Even in the last centuries of Egyptian independence the prayers
addressed to the bull-god Apis are still made for the most part to
his Ka.
The Ka, in fact, was conceived of as the living principle which
inspired both gods and men. Its separation from the body meant
what we call death, and life could return only when the two were
reunited. That reunion could take place only in the other world,
after long years had passed and strange experiences had been
undergone by the disembodied Ka. The 105th chapter of the
Book of the Dead contains the words with which on the day of
resurrection the Ka was to be greeted.“Hail,”says the dead man,
“to thee who wast my Ka during life! Behold, I come unto thee, I
arise resplendent, I labour, I am strong, I am hale, I bring grains [056]

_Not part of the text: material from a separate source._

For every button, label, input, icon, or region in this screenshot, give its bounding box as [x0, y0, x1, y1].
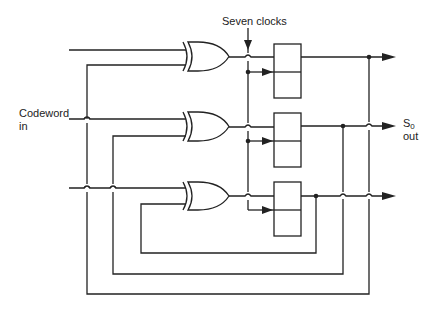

of incense, I am purified thereby, and I thereby purify that which
goeth forth from thee.”Then follow the magical words by which
all evil was to be warded off:“I am that amulet of green felspar,


(^21) Cf. the illustrations in Maspero,Dawn of Civilisation, p. 259; and Lepsius,
Denkmäler, iii. 87. In Bonomi and Arundale,Gallery of Antiquities, pt. i. pi.
31, is a picture of ThothmesII.{FNSwith his Ka standing behind him.